KANSAS CITY, KAN. (AP) - Danica Patrick is ready for one last hurrah in IndyCars before she turns her attention entirely to her blossoming stock car career.
The IndyCar icon has raced a partial Nationwide schedule the past two seasons during her much-publicized transition to NASCAR. Her final open-wheel race is the IndyCar World Championships on Oct. 16 in Las Vegas, and then it’s on to her full-time ride with Dale Earnhardt Jr.’s JR Motorsports.
“I’m ready for change,” Patrick said Friday at Kansas Speedway, where she was preparing for Saturday’s Nationwide Series race.
“There will be things and people I miss about IndyCar, especially on frustrating weekends,” she said. “I’ll think, ’Well, I came here in IndyCar and it was so much easier.’ But I’m excited about the change and I’m not afraid of the change.”
Patrick shot to stardom when she led the Indianapolis 500 in 2005, and then proved its was no fluke when she won in Japan in 2008. But success has often been fleeting for Patrick, who is 10th in the IndyCar points standings and hasn’t finished better than fifth all season.
Part of her struggles are tied to the fact that she hasn’t always had the best equipment. That’s hardly the case with JR Motorsports, which runs engines from high-powered Hendrick Motorsports.
After running 13 times on the Nationwide Series with middling success last year, Patrick has showed a spark this season. She qualified fourth for the season-opening race at Dayton, finished a career-best fourth at Las Vegas and notched back-to-back top-10 runs at Chicago and Daytona.
She ran 18th in her last Nationwide start at Richmond.
“She has what it takes to do it, and I think she’s gotten better every week,” Nationwide points leader Ricky Stenhouse Jr. said. “You watch her unload at Richmond to where she was in the race and ran a lot faster, better and more consistent _ I think next year, once she starts racing, you’ll see a big progression from the beginning to the end of the season.”
Patrick said she isn’t sure what her schedule will look like next year.
Her priority is to run the 30-plus dates on the Nationwide schedule, but she also announced in August that she plans to run a partial Sprint Cup schedule for Stewart-Haas Racing. The intention is that she’ll eventually run a full Cup slate, perhaps starting in 2013.
“There’s no schedule out, so I can’t make a decision,” Patrick said. “I’m going to try to work on companion weekends or mayabe a standalone weekend will be easier for me to not confuse things. From what I hear, 34, 33, 32 weekends in Nationwide, when’s that going to open up? I don’t know.”
Please read our comment policy before commenting.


## Exercise goal
Below are records; extract exactly the lines from the one containing "Identify the location" through the last, both included, and keep the pictures out.
Start of Data provided
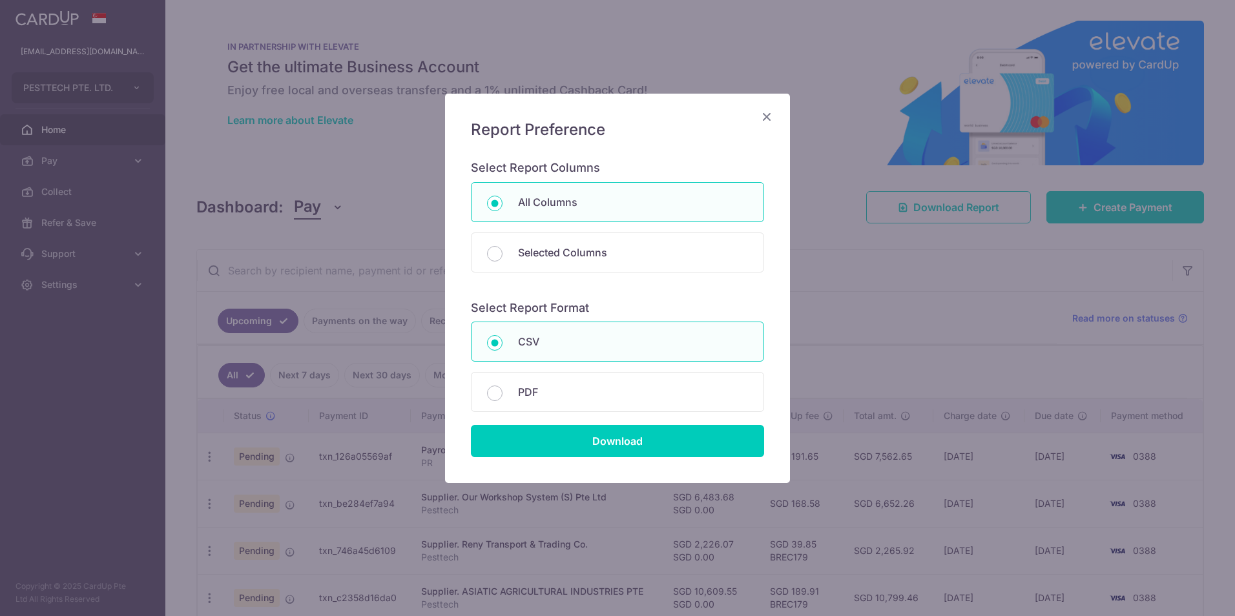  I want to click on p: CSV, so click(633, 342).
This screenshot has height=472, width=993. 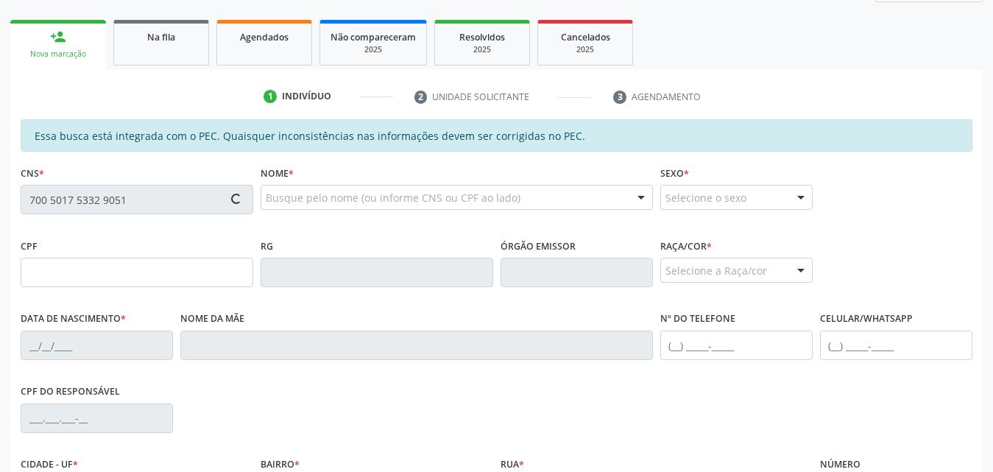 I want to click on label: Nome da mãe, so click(x=212, y=319).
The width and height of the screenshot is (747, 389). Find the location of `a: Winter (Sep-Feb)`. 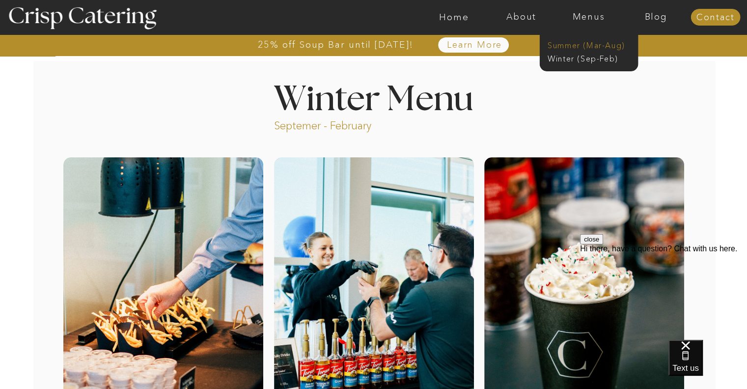

a: Winter (Sep-Feb) is located at coordinates (588, 57).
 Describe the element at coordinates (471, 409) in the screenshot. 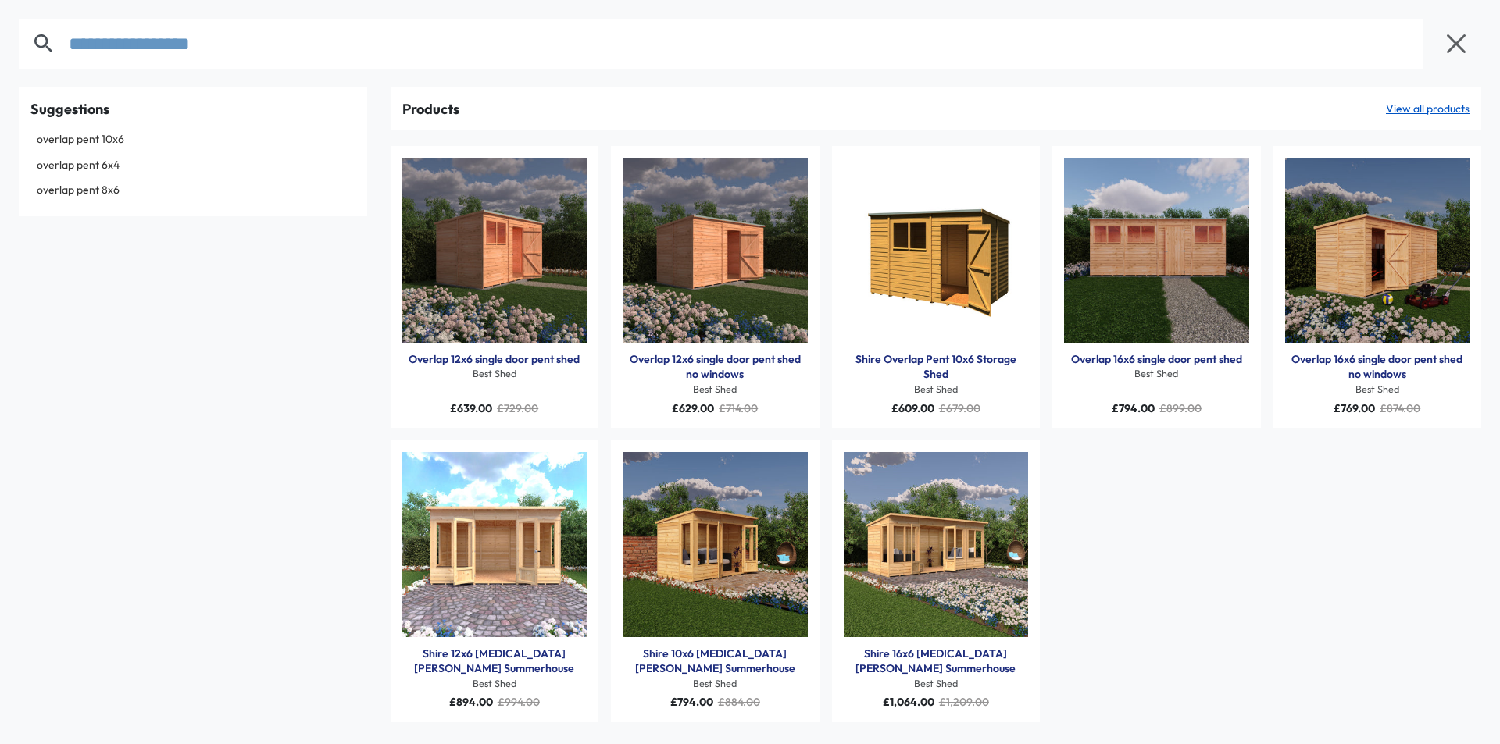

I see `span: £639.00` at that location.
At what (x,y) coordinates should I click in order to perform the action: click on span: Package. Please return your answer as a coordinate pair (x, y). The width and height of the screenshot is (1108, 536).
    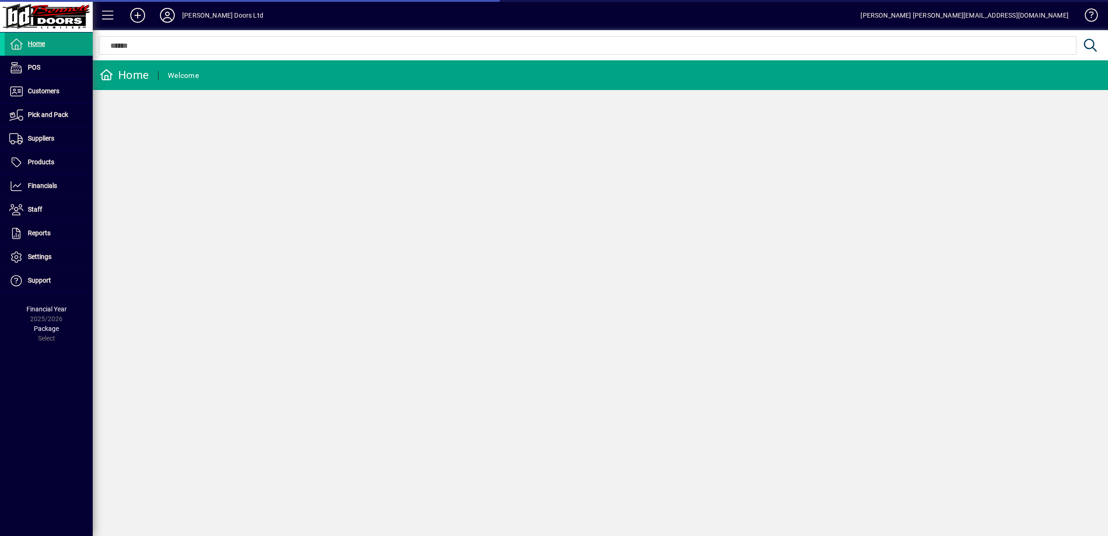
    Looking at the image, I should click on (46, 328).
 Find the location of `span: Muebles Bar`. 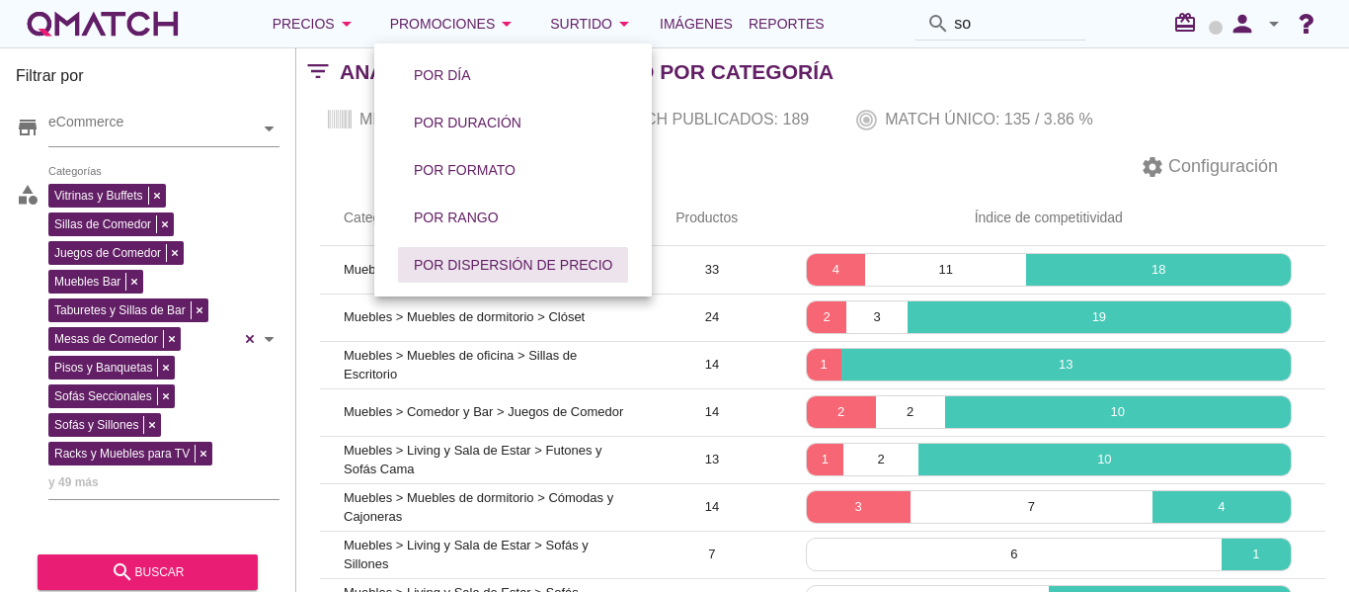

span: Muebles Bar is located at coordinates (87, 282).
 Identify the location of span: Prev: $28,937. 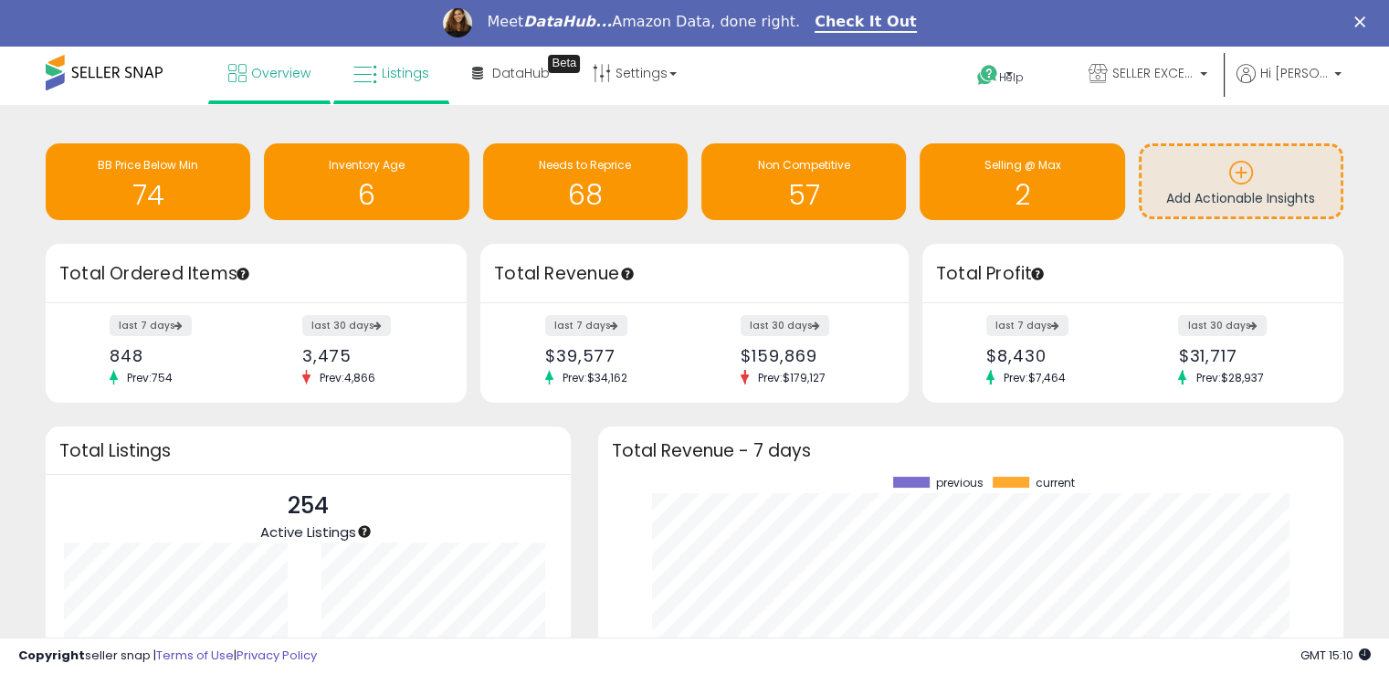
(1229, 377).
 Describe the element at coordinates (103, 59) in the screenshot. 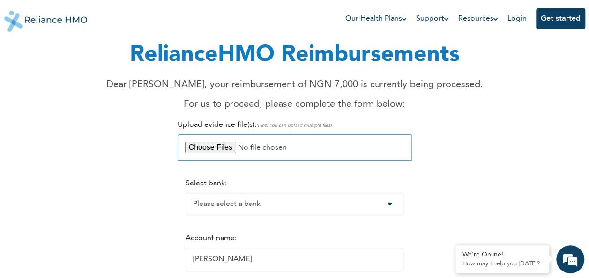

I see `div: Chat with us now` at that location.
End of Data provided
## Solved problem
 Identify the location of span: Prev: $28,937. 
(1229, 377).
 Describe the element at coordinates (103, 59) in the screenshot. 

I see `div: Chat with us now` at that location.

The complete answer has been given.